The best manuscript of Isaeus is in the British Museum,—Crippsianus A (= Burneianus 95, 13th century), which contains also Antiphon, Andocides, Lycurgus and Dinarchus. The next best is Bekker’s Laurentianus B (Florence), of the 15th century. Besides these, he used Marcianus L (Venice), saec. 14, Vratislaviensis Z saec. 14[10] and two very inferior MSS. Ambrosianus A. 99, P (which he dismissed after Or. i.), and Ambrosianus D. 42, Q (which contains only Or. i., ii.). Schömann, in his edition of 1831, generally followed Bekker’s text; he had no fresh apparatus beyond a collation of a Paris MS. R in part of Or. i.; but he had sifted the Aldine more carefully. Baiter and Sauppe (1850) had a new collation of A, and also used a collation of Burneianus 96, M, given by Dobson in vol. iv. of his edition (1828). C. Scheibe (Teubner, 1860) made it his especial aim to complete the work of his predecessors by restoring the correct Attic forms of words; thus (e.g.) he gives ἠγγύα for ἐνεγύα, δέδιμεν for δεδίαμεν, and the like,—following the consent of the MSS., however, in such forms as the accusative of proper names in -ην rather than -η, or (e.g.) the future φανήσομαι rather than φανοῦμαι, &c., and on such doubtful points as φράτερες instead of φράτορες, or Εἰληθυίας instead of Εἰλειθυίας.

Editions.Editio princeps (Aldus, Venice, 1513); in Oratores Attici, by I. Bekker (1823–1828); W. S. Dobson (1828); J. G. Baiter and Hermann Sauppe (1850); separately, by G. F. Schömann, with commentary (1831); C. Scheibe (1860) (Teubner series, new ed. by T. Thalheim, 1903); H. Buermann (1883); W. Wyse (1904). English translation by Sir William Jones, 1779.

On Isaeus generally see Wyse’s edition; R. C. Jebb, Attic Orators; F. Blass, Die attische Beredsamkeit (2nd ed., 1887–1893); and L. Moy, Étude sur les plaidoyers d’Isée (1876).  (R. C. J.) 


  1. See further Jebb’s Attic Orators from Antiphon to Isaeus, (ii. 264).
  2. Plut. De glor. Athen. p. 350 c, where he mentions τοὺς Ἰσοκράτεις καὶ Ἀντιφῶντας καὶ Ἰσαίους among τοὺς ἐν ταῖς σχολαῖς τὰ μειράκια προδιδάσκοντας.
  3. Here he was probably influenced by the teaching of Isocrates. The forensic speech of Isocrates known as the Aegineticus (Or. xix.), which belongs to the peculiar province of Isaeus, as dealing with a claim to property (ἐπιδικασία), affords perhaps the earliest example of narrative and proof thus interwoven.

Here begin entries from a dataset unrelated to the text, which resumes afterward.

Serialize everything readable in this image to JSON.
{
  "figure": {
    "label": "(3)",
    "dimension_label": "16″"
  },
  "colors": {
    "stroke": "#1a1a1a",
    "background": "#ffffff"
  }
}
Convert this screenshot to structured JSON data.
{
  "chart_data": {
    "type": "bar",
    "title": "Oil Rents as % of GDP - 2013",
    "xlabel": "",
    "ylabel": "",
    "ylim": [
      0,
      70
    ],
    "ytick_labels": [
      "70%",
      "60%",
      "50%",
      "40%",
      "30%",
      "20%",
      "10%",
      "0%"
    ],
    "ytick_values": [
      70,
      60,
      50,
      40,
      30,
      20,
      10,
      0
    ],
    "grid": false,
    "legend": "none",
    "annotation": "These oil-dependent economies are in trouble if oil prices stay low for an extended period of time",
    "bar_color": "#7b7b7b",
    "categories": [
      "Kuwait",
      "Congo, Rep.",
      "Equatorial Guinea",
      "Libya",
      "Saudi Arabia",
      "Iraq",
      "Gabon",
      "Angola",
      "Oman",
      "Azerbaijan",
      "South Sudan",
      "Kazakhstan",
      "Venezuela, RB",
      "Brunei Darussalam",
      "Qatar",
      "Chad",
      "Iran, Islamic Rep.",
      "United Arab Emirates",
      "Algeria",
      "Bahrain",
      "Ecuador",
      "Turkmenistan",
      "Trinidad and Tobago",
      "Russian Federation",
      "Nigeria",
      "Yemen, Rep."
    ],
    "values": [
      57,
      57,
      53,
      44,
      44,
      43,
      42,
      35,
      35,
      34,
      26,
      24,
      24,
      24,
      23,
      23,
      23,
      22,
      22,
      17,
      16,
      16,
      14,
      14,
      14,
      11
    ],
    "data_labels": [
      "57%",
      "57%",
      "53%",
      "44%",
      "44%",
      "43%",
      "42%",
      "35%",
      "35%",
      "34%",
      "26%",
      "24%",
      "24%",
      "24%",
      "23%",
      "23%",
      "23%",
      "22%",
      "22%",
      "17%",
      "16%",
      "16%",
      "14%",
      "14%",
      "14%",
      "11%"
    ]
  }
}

Earlier forensic writers had kept the διήγησις and πίστεις distinct, as Lysias does.
  4. This is what Dionysius means when he says (Isaeus, 61) that Isaeus differs from Lysias—τῷ μὴ κατ᾿ ἐνθύμημα τι λέγειν ἀλλὰ κατ᾿ ἐπιχείρημα. Here the “enthymeme” means a rhetorical syllogism with one premiss suppressed (curtum, Juv. vi. 449); “epicheireme,” such a syllogism stated in full. Cf. R. Volkmann, Rhetorik der Griechen und Römer, 1872, pp. 153 f.
  5. Cleon’s speech in Thuc. iii. 37, 38, works out this image with remarkable force; within a short space we have ξυνἐσεως ἀγών—τῶν τοιῶνδε ἀγώνων—ἀγωνιστής—ἀγωνίζεσθαι—ἀνταγωνίζεσθαι—ἀγωνοθετεῖν. See Attic Orators, vol. i. 39; ii. 304.
  6. For the words of Photius (cod. 263), ων δὲ οἱ τὸ γνήσιον μαρτυρηθέντες ν΄ καταλείπονται μόνον, might be so rendered as to imply that, besides these fifty, others also were extant. See Att. Orat. ii. 311, note 2.
  7. Forty-four are given in Thalheim’s ed.
  8. The second of our speeches (the Meneclean) was discovered in the Laurentian Library in 1785, and was edited in that year by Tyrwhitt. In editions previous to that date, Oration i. is made to conclude with a few lines which really belong to the end of Orat. ii. (§ 47, ἀλλ᾿ ἐπειδὴ τὸ πρᾶγμα ... ψηφίσασθε), and this arrangement is followed in the translation of Isaeus by Sir William Jones, to whom our second oration, was, of course, then (1779) unknown. In Oration i. all that follows the words μὴ ποιήσαντες in § 22 was first published in 1815 by Mai, from a MS. in the Ambrosian Library at Milan.
  9. Cf. Maine’s Ancient Law, ch. vi., and the Tagore Law Lectures (1870) by Herbert Cowell, lect. ix., “On the Rite of Adoption,” pp. 208 f.
  10. The date of L and Z is given as the end of the 15th century in the introduction to Wyse’s edition.